Screeds
Thursday, September 02, 2004
“If You Can’t Be Careful…”
April 26, 2004
Several commentators, your Curmudgeon among them, have expressed the opinion that the sole ideological commonality that unites the Democratic Party today is fidelity to the absolute, unrestricted right to abortion—for the indigent, at taxpayer expense. Events such as yesterday’s pro-abortion-rights march on the National Mall, which appears to be the strongest of the current animations behind the presidential candidacy of John Kerry, provide confirmation of this thesis.
That American politics should be so sharply cloven along this particular line has baffled many. The absolutism of the pro-abortion-rights activists and their opposite numbers in the pro-life camp explains it somewhat. When the middle ground in a political debate is systematically ignored by the highest-profile contributors and the news media that cover them, the sense of an unbridgeable gulf can be hard to dispel. Yet every American of any persuasion must know that the middle ground exists—indeed, that there’s lots and lots of it, and that many people are standing on it.
Nevertheless, at this time the Democratic Party’s public coloration is taken principally from this stance: no restrictions whatsoever on abortion, and public funding to those who can’t afford them. The party’s leadership is so unbending about this that it has used physical force to prevent pro-life speakers from addressing the party’s last few national conventions.
But who is being castigated as extremists in this matter? Not the Democrats. It’s the Bush Administration, for daring to submit the Partial Birth Abortion Ban Act, the Unborn Victims of Violence Act, and the Born-Alive Infant Protection Act to Congress. Worse, all those bills have become law.
It would seem that, just as one man’s unborn baby is another’s fetus, one man’s moderate is another’s extremist. Or is that all there is to it?
Single-issue interest groups are normally controlled by those most ardent about the issue: the no-compromise, no-retreat activists, the ones whose language and deeds are most dramatic, and who therefore get the most air time and column-inches. Look at the behavior of the environmental groups, and compare the amounts of attention they get, and ask if the pattern doesn’t hold.
If the Democratic Party is not yet a pure single-interest group, it’s not far from becoming one. The party’s other major animating cause would seem to be regaining federal power. What else are we to make of the torrent of “Anybody But Bush,” “Bush = Hitler,” and “Bush is the worst president in history” rhetoric, in the face of the demonstrable facts?
The general American public is unlikely to respond well to such a stance. Yes, there were several hundred thousand marchers on the Mall yesterday. Yes, there were a number of high-profile politicians and celebrities who spoke there. And yes, the event drew substantial coverage from the major media. But there’s a term in the equation that one must not overlook: pro-lifers don’t march.
The amount of noise, often stippled with grotesque insult and imputations of evil motives to one’s opponents, that the abortion issue has added to national political discourse has had an unbalanced effect. It’s acted primarily to silence the opponents of unrestricted abortion rights. With a few gaudy exceptions, we who hold that the current abortion regime is immoral and untenable have ceased to speak to the other side, or to the Old Media that has enlisted with them.
We speak to our children instead. And our children have been listening.
In preparing their adolescent children for the challenges of life as sexual beings in a sexualized world, parents largely fall into two groups:
- “Your fun bits and what comes from them are no business of mine.”
- “Be good. If you can’t be good, be careful. If you can’t be careful, name it after me.”
Group 1, however uncomfortable its members might be about their children’s blossoming sexual natures, essentially signs off on the matter. Group 2 makes some attempt to enfold sex and its consequences in a moral envelope. Current indications are that Group 2 is waxing and Group 1 is waning.
Behavior and attitudes have significant reciprocal effects on one another. Aristotle said as much 2300 years ago, so it’s not exactly news. It’s one of the working postulates of behavior-modification psychotherapy, and it does appear to work most of the time. Therefore, if adolescents come to maturity and independence after some years of practicing well-reinforced sexual restraint and caution, they’re likely to see these things as right and beneficial. They’ll frown on assertions that sexual restraint is “bluenosed,” and that sex ought to have no irrevocable consequences—the position of the abortion uber alles camp. And in the sweet rushing fullness of time, they will pass their attitudes along to their own children.
Thus, while abortion itself will remain a contentious topic whenever it’s brought into the public eye, legal abortion’s practical effect on sexual behavior, which is diminishing at the moment, could diminish even faster over the coming decade. The abortion issue’s effect on political behavior—that is, the behavior of the electorate in choosing executives and legislators—is likely to weigh against the Democrats.
Even some who hold that abortion should remain legal at all times are turning away from the Democratic Party. Your Curmudgeon spoke to one such young man a few days ago. He was unabashed about his pro-choice stance, but he was appalled by how the Democrats had “given away the rest of the store” out of its absolutism on this one topic: “They’ve stopped being careful about who they offend.” He plans to investigate Republican attitudes in the near future, and hopes to find them less strident.
There’s a lesson in there, somewhere.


__Exercise description__: Below are lines of data, and only some are wanted. Please repeat exactly those from the line that has "Image is 868x420 pixels." through the line that has "Image is 868x430 pixels.".

[[ Supplied data open ]]

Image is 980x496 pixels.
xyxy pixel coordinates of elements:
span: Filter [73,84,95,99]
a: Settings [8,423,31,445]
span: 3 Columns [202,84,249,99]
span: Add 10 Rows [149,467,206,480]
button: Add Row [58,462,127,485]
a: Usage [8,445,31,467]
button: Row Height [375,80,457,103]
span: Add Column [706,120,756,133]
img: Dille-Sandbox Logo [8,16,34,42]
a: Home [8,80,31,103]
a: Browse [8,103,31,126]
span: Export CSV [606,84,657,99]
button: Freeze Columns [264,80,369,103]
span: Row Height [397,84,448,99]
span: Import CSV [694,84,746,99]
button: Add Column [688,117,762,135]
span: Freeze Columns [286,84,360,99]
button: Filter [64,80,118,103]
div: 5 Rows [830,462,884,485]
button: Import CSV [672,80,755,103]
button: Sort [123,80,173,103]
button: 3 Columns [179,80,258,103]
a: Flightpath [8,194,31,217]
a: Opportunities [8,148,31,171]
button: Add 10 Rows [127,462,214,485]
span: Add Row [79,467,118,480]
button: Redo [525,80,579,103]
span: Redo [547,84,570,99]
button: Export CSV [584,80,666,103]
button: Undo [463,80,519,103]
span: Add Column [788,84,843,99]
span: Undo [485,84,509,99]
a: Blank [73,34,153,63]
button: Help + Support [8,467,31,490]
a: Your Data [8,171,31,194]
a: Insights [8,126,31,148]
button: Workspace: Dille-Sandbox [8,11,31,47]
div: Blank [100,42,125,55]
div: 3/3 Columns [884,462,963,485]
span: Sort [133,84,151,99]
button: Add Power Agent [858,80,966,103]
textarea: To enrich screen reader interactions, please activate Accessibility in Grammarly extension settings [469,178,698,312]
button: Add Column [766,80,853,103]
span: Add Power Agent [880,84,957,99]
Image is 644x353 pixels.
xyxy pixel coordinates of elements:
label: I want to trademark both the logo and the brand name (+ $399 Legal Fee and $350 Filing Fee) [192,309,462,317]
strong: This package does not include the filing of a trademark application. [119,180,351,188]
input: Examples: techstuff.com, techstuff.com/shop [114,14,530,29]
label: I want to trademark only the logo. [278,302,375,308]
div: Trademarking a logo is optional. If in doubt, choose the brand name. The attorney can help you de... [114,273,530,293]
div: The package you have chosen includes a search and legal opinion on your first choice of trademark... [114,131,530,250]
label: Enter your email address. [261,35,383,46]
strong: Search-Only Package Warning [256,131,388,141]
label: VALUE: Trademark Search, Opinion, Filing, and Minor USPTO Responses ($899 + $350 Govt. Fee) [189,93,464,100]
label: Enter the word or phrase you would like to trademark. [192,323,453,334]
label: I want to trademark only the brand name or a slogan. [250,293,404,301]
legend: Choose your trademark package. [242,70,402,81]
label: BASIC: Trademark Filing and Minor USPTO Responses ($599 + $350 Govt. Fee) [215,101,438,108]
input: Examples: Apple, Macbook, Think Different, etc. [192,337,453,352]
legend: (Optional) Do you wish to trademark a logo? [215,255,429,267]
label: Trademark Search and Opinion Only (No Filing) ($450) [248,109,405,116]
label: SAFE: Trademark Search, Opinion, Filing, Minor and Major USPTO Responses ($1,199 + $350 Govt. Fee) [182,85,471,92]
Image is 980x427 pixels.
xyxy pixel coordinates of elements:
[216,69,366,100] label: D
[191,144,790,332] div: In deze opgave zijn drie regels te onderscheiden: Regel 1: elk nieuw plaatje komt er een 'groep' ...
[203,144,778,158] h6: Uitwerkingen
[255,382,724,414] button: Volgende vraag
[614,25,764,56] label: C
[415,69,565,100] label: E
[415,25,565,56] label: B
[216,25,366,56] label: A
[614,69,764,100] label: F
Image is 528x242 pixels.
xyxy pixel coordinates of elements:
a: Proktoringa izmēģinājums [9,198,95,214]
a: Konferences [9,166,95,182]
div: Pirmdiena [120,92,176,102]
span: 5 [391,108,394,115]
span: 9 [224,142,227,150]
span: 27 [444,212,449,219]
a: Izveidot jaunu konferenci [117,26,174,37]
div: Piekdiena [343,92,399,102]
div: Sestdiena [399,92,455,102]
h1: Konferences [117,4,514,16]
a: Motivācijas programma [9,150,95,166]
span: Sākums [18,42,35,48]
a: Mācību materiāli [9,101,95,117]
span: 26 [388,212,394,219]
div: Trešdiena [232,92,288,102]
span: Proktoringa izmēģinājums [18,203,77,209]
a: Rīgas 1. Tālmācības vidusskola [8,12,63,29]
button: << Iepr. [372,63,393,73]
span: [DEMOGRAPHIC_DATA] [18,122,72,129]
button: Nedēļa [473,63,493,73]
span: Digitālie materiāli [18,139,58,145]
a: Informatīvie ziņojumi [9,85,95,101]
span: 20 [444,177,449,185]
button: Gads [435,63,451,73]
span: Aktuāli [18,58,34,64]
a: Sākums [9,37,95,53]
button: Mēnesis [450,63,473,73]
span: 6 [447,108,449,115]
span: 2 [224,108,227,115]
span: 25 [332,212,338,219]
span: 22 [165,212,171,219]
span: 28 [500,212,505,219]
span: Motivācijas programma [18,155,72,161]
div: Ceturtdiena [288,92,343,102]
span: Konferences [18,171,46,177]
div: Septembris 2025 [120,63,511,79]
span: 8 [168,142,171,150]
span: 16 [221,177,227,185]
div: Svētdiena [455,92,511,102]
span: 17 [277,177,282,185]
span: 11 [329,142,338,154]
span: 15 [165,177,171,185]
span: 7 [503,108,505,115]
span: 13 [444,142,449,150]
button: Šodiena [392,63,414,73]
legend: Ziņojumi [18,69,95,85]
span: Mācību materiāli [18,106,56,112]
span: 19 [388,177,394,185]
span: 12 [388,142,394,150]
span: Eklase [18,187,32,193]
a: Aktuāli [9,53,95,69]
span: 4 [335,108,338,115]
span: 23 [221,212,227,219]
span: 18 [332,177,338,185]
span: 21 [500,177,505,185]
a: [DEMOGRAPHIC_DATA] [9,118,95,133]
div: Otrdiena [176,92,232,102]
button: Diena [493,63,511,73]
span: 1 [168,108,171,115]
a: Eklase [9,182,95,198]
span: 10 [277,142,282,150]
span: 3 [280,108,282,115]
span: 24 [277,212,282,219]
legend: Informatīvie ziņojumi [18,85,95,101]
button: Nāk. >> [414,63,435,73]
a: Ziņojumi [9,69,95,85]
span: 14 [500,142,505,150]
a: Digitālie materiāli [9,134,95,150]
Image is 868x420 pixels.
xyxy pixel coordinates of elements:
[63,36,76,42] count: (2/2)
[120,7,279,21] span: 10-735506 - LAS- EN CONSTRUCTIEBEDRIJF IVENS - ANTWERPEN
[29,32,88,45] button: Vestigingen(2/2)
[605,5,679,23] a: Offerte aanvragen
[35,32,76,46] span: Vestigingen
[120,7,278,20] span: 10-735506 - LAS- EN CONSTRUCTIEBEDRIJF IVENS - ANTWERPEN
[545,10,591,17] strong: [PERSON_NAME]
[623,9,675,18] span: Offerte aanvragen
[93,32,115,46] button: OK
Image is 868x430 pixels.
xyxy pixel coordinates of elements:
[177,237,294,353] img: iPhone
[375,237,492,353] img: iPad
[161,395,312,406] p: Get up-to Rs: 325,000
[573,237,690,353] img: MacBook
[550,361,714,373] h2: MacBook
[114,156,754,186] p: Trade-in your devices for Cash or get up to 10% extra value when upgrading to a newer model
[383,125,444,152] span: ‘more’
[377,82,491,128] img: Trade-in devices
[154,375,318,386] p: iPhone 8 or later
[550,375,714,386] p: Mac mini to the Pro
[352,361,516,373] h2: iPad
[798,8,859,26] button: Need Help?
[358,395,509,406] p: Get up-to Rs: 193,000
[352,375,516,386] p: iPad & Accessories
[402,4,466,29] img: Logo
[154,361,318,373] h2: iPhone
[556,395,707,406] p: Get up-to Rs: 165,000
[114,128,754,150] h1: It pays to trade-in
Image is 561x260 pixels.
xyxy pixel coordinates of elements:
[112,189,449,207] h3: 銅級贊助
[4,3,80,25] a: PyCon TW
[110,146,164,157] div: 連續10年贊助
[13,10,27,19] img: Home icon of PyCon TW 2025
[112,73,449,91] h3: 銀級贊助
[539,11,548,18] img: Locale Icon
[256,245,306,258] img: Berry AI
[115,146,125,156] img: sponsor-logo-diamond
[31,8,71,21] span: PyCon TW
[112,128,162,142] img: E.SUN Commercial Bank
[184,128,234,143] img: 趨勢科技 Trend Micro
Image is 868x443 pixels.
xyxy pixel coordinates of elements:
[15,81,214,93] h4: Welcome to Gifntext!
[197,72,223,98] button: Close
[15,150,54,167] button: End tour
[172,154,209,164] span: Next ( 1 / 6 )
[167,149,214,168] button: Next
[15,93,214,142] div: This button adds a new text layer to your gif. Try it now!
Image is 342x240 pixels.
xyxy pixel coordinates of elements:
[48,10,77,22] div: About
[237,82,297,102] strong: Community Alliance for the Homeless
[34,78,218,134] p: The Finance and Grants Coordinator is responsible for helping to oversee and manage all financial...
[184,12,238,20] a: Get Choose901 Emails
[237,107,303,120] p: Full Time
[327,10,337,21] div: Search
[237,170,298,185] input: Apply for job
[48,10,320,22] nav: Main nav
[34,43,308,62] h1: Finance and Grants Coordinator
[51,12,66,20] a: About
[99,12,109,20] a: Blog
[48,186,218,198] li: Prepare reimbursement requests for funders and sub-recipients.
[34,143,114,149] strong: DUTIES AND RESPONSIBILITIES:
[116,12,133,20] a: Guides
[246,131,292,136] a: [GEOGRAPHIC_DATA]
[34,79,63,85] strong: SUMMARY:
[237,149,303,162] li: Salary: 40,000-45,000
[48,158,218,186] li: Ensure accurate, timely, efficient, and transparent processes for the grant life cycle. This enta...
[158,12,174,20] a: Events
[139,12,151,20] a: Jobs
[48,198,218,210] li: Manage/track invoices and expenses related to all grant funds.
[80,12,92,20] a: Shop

[[ Supplied data closed ]]

__Response to the exercise__:
Image is 868x420 pixels.
xyxy pixel coordinates of elements:
[63,36,76,42] count: (2/2)
[120,7,279,21] span: 10-735506 - LAS- EN CONSTRUCTIEBEDRIJF IVENS - ANTWERPEN
[29,32,88,45] button: Vestigingen(2/2)
[605,5,679,23] a: Offerte aanvragen
[35,32,76,46] span: Vestigingen
[120,7,278,20] span: 10-735506 - LAS- EN CONSTRUCTIEBEDRIJF IVENS - ANTWERPEN
[545,10,591,17] strong: [PERSON_NAME]
[623,9,675,18] span: Offerte aanvragen
[93,32,115,46] button: OK
Image is 868x430 pixels.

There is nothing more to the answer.